According to polls conducted by Ühiskonnauuringute Instituut and the polling company Norstat Eesti, the Social Democrats' rating (16.8 percent) rose above that of the Reform Party (16.3 percent) by the end of July. For two years in a row, the Social Democrats have been in government coalitions led by the Reform Party.
The Social Democrats' advancement is underpinned more by pragmatic leadership and communication than ideology. When Lauri Läänemets became the leader of SDE in February 2022, SDE had just scored its poorest result in two decades (5 percent) in the local elections of 2021. In his candidacy speech, Läänemets claimed that the party's ambition «must be nothing less than to be the party of the prime minister.» If one opts for a pragmatic approach, power requires a high rating, and messages must be chosen also with ratings in mind, in addition to worldview.
In the changed security situation, the SDE led by Läänemets has adopted a more nationalist line – while in the dimension of nationalism, SDE doesn't quite measure up to several other political parties, in the process of solving the problem of the Estonian Orthodox Church of the Moscow Patriarchate, for example, SDE is also notably nationalist. In the 2023 election campaign, the Social Democrats described people's livelihoods as «national security» – that is, used nationalism to frame ideological content, and the dimension of nationalism was not non-existent in why, at the beginning of this year, the Center Party led by Kõlvart was no longer suitable for some top politicians, but SDE was.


WHAT IS BEING ASKED →
Transcribe the listing below exactly, leaving out each image.

◇ ◇ ◇ ◇

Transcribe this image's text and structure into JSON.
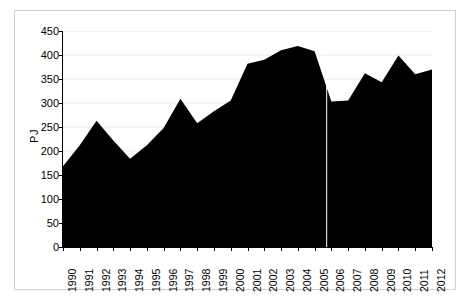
{
  "chart_data": {
    "type": "area",
    "title": "",
    "xlabel": "",
    "ylabel": "PJ",
    "categories": [
      "1990",
      "1991",
      "1992",
      "1993",
      "1994",
      "1995",
      "1996",
      "1997",
      "1998",
      "1999",
      "2000",
      "2001",
      "2002",
      "2003",
      "2004",
      "2005",
      "2006",
      "2007",
      "2008",
      "2009",
      "2010",
      "2011",
      "2012"
    ],
    "values": [
      168,
      212,
      263,
      222,
      184,
      212,
      248,
      309,
      258,
      283,
      305,
      382,
      390,
      410,
      419,
      408,
      303,
      305,
      362,
      343,
      399,
      360,
      370
    ],
    "series": [
      {
        "name": "PJ",
        "values": [
          168,
          212,
          263,
          222,
          184,
          212,
          248,
          309,
          258,
          283,
          305,
          382,
          390,
          410,
          419,
          408,
          303,
          305,
          362,
          343,
          399,
          360,
          370
        ]
      }
    ],
    "ylim": [
      0,
      450
    ],
    "yticks": [
      0,
      50,
      100,
      150,
      200,
      250,
      300,
      350,
      400,
      450
    ],
    "ytick_labels": [
      "0",
      "50",
      "100",
      "150",
      "200",
      "250",
      "300",
      "350",
      "400",
      "450"
    ],
    "xtick_labels": [
      "1990",
      "1991",
      "1992",
      "1993",
      "1994",
      "1995",
      "1996",
      "1997",
      "1998",
      "1999",
      "2000",
      "2001",
      "2002",
      "2003",
      "2004",
      "2005",
      "2006",
      "2007",
      "2008",
      "2009",
      "2010",
      "2011",
      "2012"
    ],
    "grid": true,
    "grid_axis": "y",
    "legend": false,
    "legend_position": "none",
    "fill_color": "#000000",
    "grid_color": "#e8e8e8",
    "axis_color": "#000000",
    "background_color": "#ffffff",
    "annotations": [
      {
        "name": "series-break-line",
        "type": "vline",
        "x_category": "2005",
        "x_offset_fraction": 0.72,
        "color": "#ffffff",
        "note": "thin vertical break line between 2005 and 2006"
      }
    ]
  },
  "axes": {
    "y_label": "PJ"
  }
}
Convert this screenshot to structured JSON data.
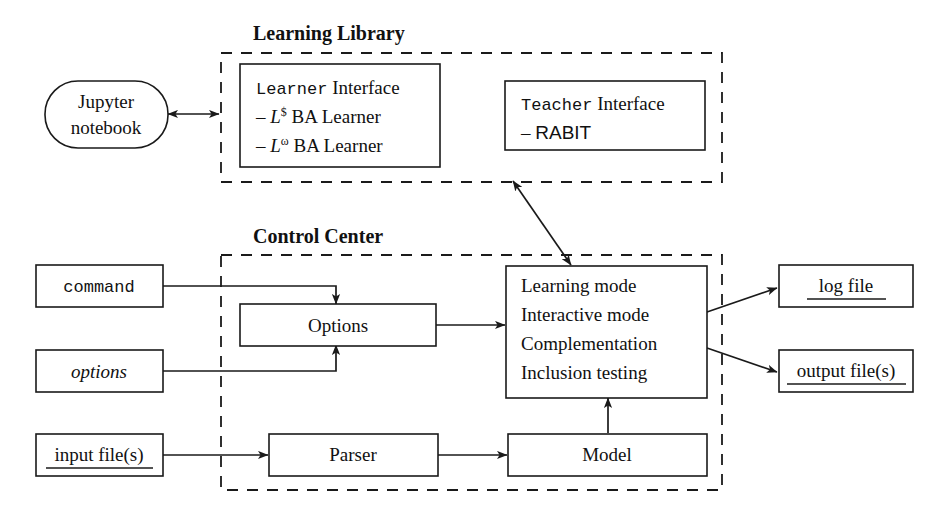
{
  "diagram": {
    "background": "#ffffff",
    "stroke_color": "#1a1a1a",
    "groups": [
      {
        "id": "learning-library",
        "label": "Learning Library"
      },
      {
        "id": "control-center",
        "label": "Control Center"
      }
    ],
    "nodes": {
      "jupyter": {
        "line1": "Jupyter",
        "line2": "notebook"
      },
      "learner_interface": {
        "title_mono": "Learner",
        "title_rest": " Interface",
        "items": [
          {
            "dash": "– ",
            "sym": "L",
            "sup": "$",
            "rest": " BA Learner"
          },
          {
            "dash": "– ",
            "sym": "L",
            "sup": "ω",
            "rest": " BA Learner"
          }
        ]
      },
      "teacher_interface": {
        "title_mono": "Teacher",
        "title_rest": " Interface",
        "items": [
          {
            "dash": "– ",
            "label": "RABIT"
          }
        ]
      },
      "command": {
        "label": "command"
      },
      "options_input": {
        "label": "options"
      },
      "input_files": {
        "label": "input file(s)"
      },
      "options_box": {
        "label": "Options"
      },
      "parser": {
        "label": "Parser"
      },
      "model": {
        "label": "Model"
      },
      "modes": {
        "lines": [
          "Learning mode",
          "Interactive mode",
          "Complementation",
          "Inclusion testing"
        ]
      },
      "log_file": {
        "label": "log file"
      },
      "output_files": {
        "label": "output file(s)"
      }
    }
  }
}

◇ ◇ ◇ ◇

YOUR RESPONSE →
Transcribe this image's text and structure into JSON.
{
  "chart_data": {
    "type": "area",
    "title": "",
    "xlabel": "",
    "ylabel": "PJ",
    "categories": [
      "1990",
      "1991",
      "1992",
      "1993",
      "1994",
      "1995",
      "1996",
      "1997",
      "1998",
      "1999",
      "2000",
      "2001",
      "2002",
      "2003",
      "2004",
      "2005",
      "2006",
      "2007",
      "2008",
      "2009",
      "2010",
      "2011",
      "2012"
    ],
    "values": [
      168,
      212,
      263,
      222,
      184,
      212,
      248,
      309,
      258,
      283,
      305,
      382,
      390,
      410,
      419,
      408,
      303,
      305,
      362,
      343,
      399,
      360,
      370
    ],
    "series": [
      {
        "name": "PJ",
        "values": [
          168,
          212,
          263,
          222,
          184,
          212,
          248,
          309,
          258,
          283,
          305,
          382,
          390,
          410,
          419,
          408,
          303,
          305,
          362,
          343,
          399,
          360,
          370
        ]
      }
    ],
    "ylim": [
      0,
      450
    ],
    "yticks": [
      0,
      50,
      100,
      150,
      200,
      250,
      300,
      350,
      400,
      450
    ],
    "ytick_labels": [
      "0",
      "50",
      "100",
      "150",
      "200",
      "250",
      "300",
      "350",
      "400",
      "450"
    ],
    "xtick_labels": [
      "1990",
      "1991",
      "1992",
      "1993",
      "1994",
      "1995",
      "1996",
      "1997",
      "1998",
      "1999",
      "2000",
      "2001",
      "2002",
      "2003",
      "2004",
      "2005",
      "2006",
      "2007",
      "2008",
      "2009",
      "2010",
      "2011",
      "2012"
    ],
    "grid": true,
    "grid_axis": "y",
    "legend": false,
    "legend_position": "none",
    "fill_color": "#000000",
    "grid_color": "#e8e8e8",
    "axis_color": "#000000",
    "background_color": "#ffffff",
    "annotations": [
      {
        "name": "series-break-line",
        "type": "vline",
        "x_category": "2005",
        "x_offset_fraction": 0.72,
        "color": "#ffffff",
        "note": "thin vertical break line between 2005 and 2006"
      }
    ]
  },
  "axes": {
    "y_label": "PJ"
  }
}
Convert this screenshot to structured JSON data.
{
  "diagram": {
    "background": "#ffffff",
    "stroke_color": "#1a1a1a",
    "groups": [
      {
        "id": "learning-library",
        "label": "Learning Library"
      },
      {
        "id": "control-center",
        "label": "Control Center"
      }
    ],
    "nodes": {
      "jupyter": {
        "line1": "Jupyter",
        "line2": "notebook"
      },
      "learner_interface": {
        "title_mono": "Learner",
        "title_rest": " Interface",
        "items": [
          {
            "dash": "– ",
            "sym": "L",
            "sup": "$",
            "rest": " BA Learner"
          },
          {
            "dash": "– ",
            "sym": "L",
            "sup": "ω",
            "rest": " BA Learner"
          }
        ]
      },
      "teacher_interface": {
        "title_mono": "Teacher",
        "title_rest": " Interface",
        "items": [
          {
            "dash": "– ",
            "label": "RABIT"
          }
        ]
      },
      "command": {
        "label": "command"
      },
      "options_input": {
        "label": "options"
      },
      "input_files": {
        "label": "input file(s)"
      },
      "options_box": {
        "label": "Options"
      },
      "parser": {
        "label": "Parser"
      },
      "model": {
        "label": "Model"
      },
      "modes": {
        "lines": [
          "Learning mode",
          "Interactive mode",
          "Complementation",
          "Inclusion testing"
        ]
      },
      "log_file": {
        "label": "log file"
      },
      "output_files": {
        "label": "output file(s)"
      }
    }
  }
}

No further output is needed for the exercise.